Last year, Microsoft launched the Secure Future Initiative (SFI), an effort to advance cybersecurity protection. Irina Ghose, managing director, Microsoft India and South Asia talks about the initiative and how Indian enterprises are looking at cybersecurity. October is also the month of cybersecurity awareness. She tells Shivani Shinde over a video call, how AI is getting infused in security and Microsoft’s focus in the new year. Edited excerpts…
Microsoft launched SFI last year, how has it progressed in India?
In the age of AI, the cybersecurity landscape has been changing rapidly. While the AI’s transformative power is reshaping a new generation of tools, tactics, new opportunities, at the same time threats are also increasing at an accelerating pace. Three years back the number of signals we were looking and monitoring were about 8 trillion, that has now reached 78 trillion, which was 65 trillion last year. This is how exponential steep this curve has been.
Microsoft Secure Future initiative is designed for building technologies that are secure by design, secure by default and secure all operations. When we launched this last year, it was to protect ourselves and customers and industry, and also look at all the threats. This is the largest cyber security engineering effort in history. It’s a multi-year commitment that has an equivalent of 34,000 full-time engineers dedicated to it.
How are you using AI/GenAI in security and what has been the impact on operations?
In 2023, we unveiled the AI potential into our first party products. It is an evolving solution which helps companies to better position themselves against any attack. In April this year, we took another step in helping defenders work faster, and better with the general availability of Copilot for security.
One of the impacts of including the Copilot in security, especially with novice defenders, was that they achieve 35 per cent more accurate responses and 26 per cent faster across all tasks. The other parameters we tracked among security professionals who have worked with a Copilot security is that they want to use it again.
For instance, Security Copilot for LTIMindtree reduced the average analyst training time, it helped them improve security operations centre capacity, and also brought in a better posture and strengthened the overall security expertise.
How is Microsoft seeing the GenAI use cases in India?
The country’s complexity and the multi-lingual setting literally makes it a big test bed and an ideal test scenario where many of our innovations are being put across for pilots first and then we are deploying it in the rest of the world. A lot of these things are being done by frugal innovations, led by the entire industry, academia and enterprise. To give an instance, we built a cataract bot in collaboration with Shankara Eye Hospital, where millions of cataract operations happen every year. However, the after care of these patients is one where every patient struggles and every doctor would want to do it but cannot do it. We built a chat bot powered by GPT4 as a human in the loop expert chatbot, which was deployed in which patients after the surgery can ask questions in any language of their choice and the doctor is also able to see the questions and put a very timely response. There are several such instances in agriculture, education etc.
Across the enterprises we have done more than 150 boardroom meetings to create new use cases and go across enterprises to meet their most challenging needs. We are going across sector by sector to ensure that we create things which are meeting requirements for the last mile. This year, for us, is going to be about taking AI at scale, and ensuring that RoI happens.
What will be three big focuses for Microsoft in India as we get into 2025?
Number one, will be ensuring that we lead in the AI space with security and building AI into everything we are doing. Second is skilling. To ensure that the entire ecosystem stays ahead of the curve. And skilling needs to be something that people refresh every three months. Third, India is on a journey where we are building across population scale digital public infrastructure. We would clearly want to be a co-pilot in India’s AI journey.
After the Crowdstrike incident, there have been cases where companies are talking of moving away from cloud and getting back to on-prem IT systems. What’s your take?
The incident underscored the need for mission critical resiliency, that every organisation builds and how we as a platform partners or any of the hyperscalers have built in the ability to support any kind of a change, and that is what is required and what we did. The incident demonstrates the interconnected nature of the broad ecosystem. I do not think that there is any level of scepticism getting built in on how the journey has to be going forward when it comes to cloud. There are two reasons, first the advantages of what cloud gives, and two the enhancement that AI brings on the cloud infra is unparalleled.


• Problem to work on
Everything from the line holding "Find the bounding" through the last line of the records should be repeated word for word, and pictures should be omitted.
------ Task inputs
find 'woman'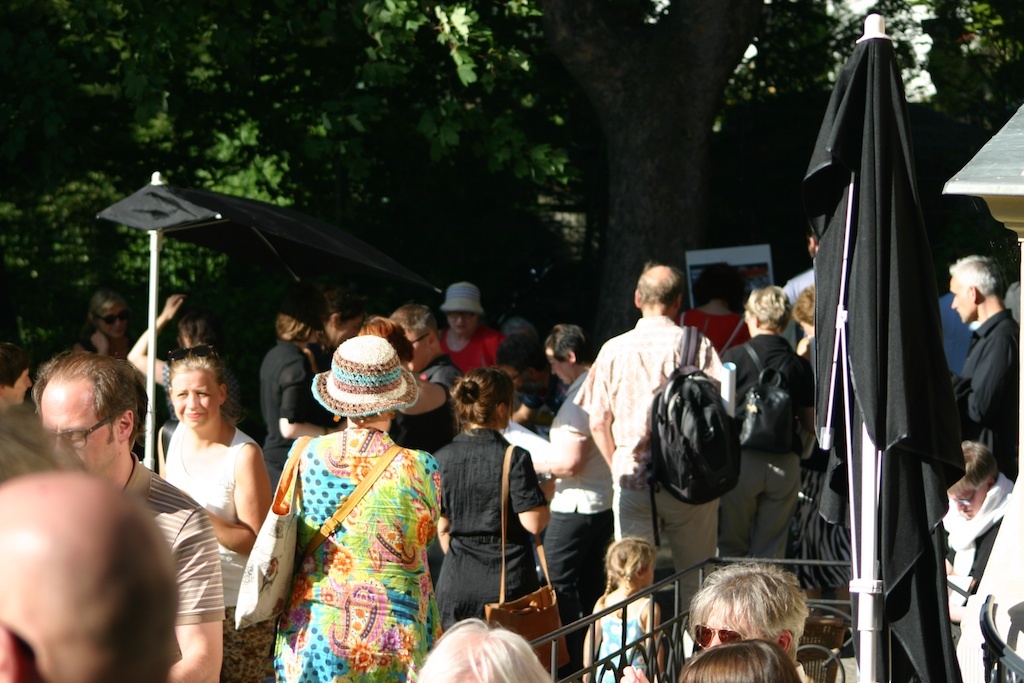
detection(672, 247, 759, 353)
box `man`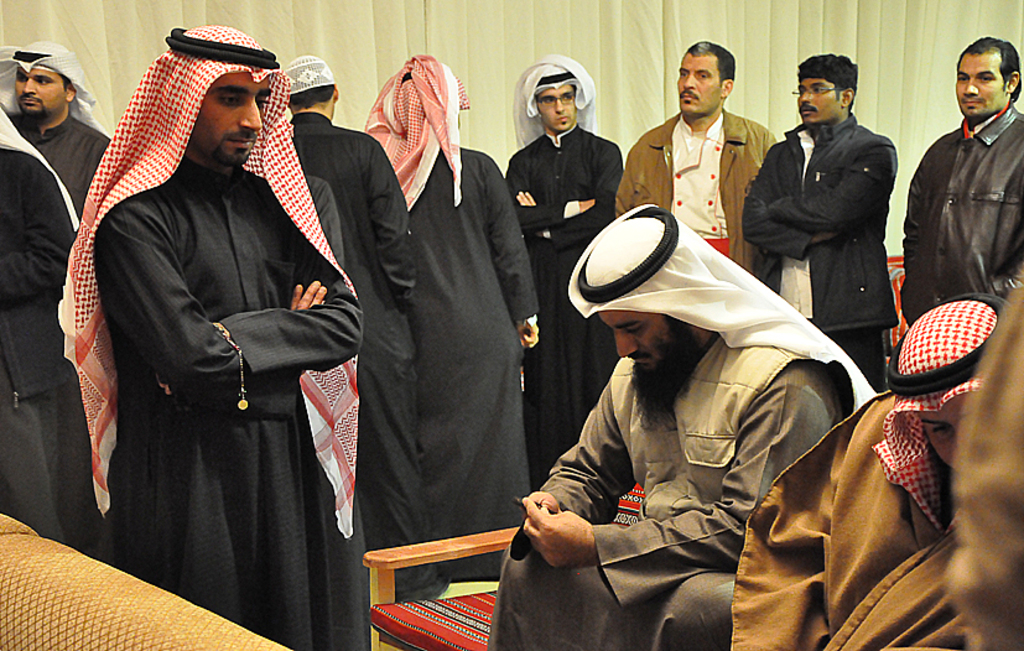
(left=610, top=37, right=781, bottom=301)
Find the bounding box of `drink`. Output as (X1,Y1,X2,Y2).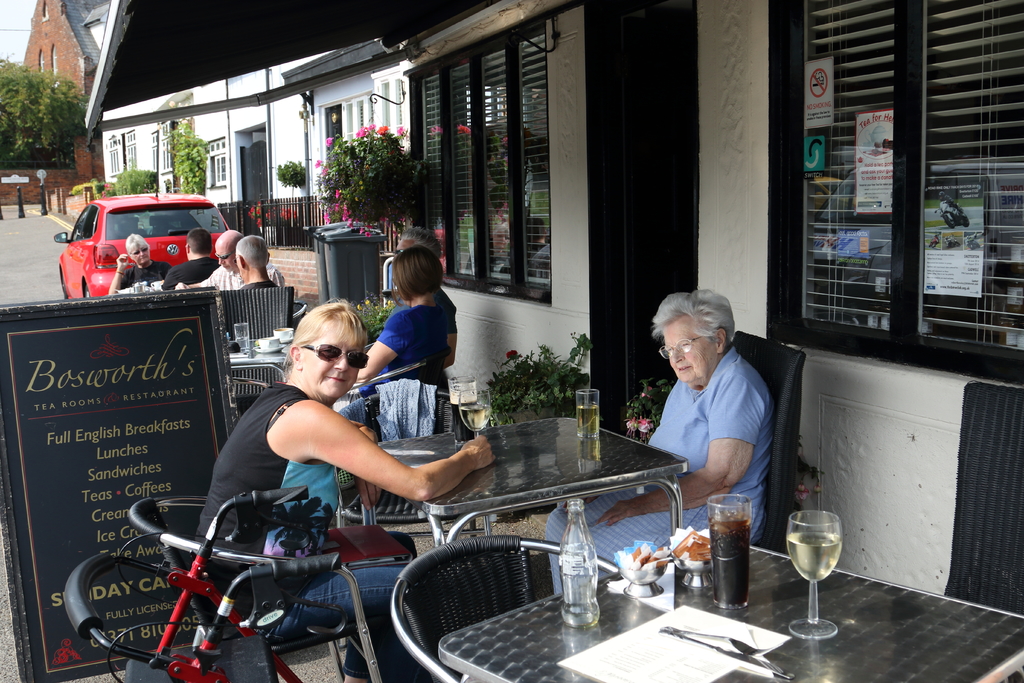
(708,517,748,605).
------------
• Exercise response
Find the bounding box of `drink`. Output as (X1,Y1,X2,Y2).
(708,517,748,605).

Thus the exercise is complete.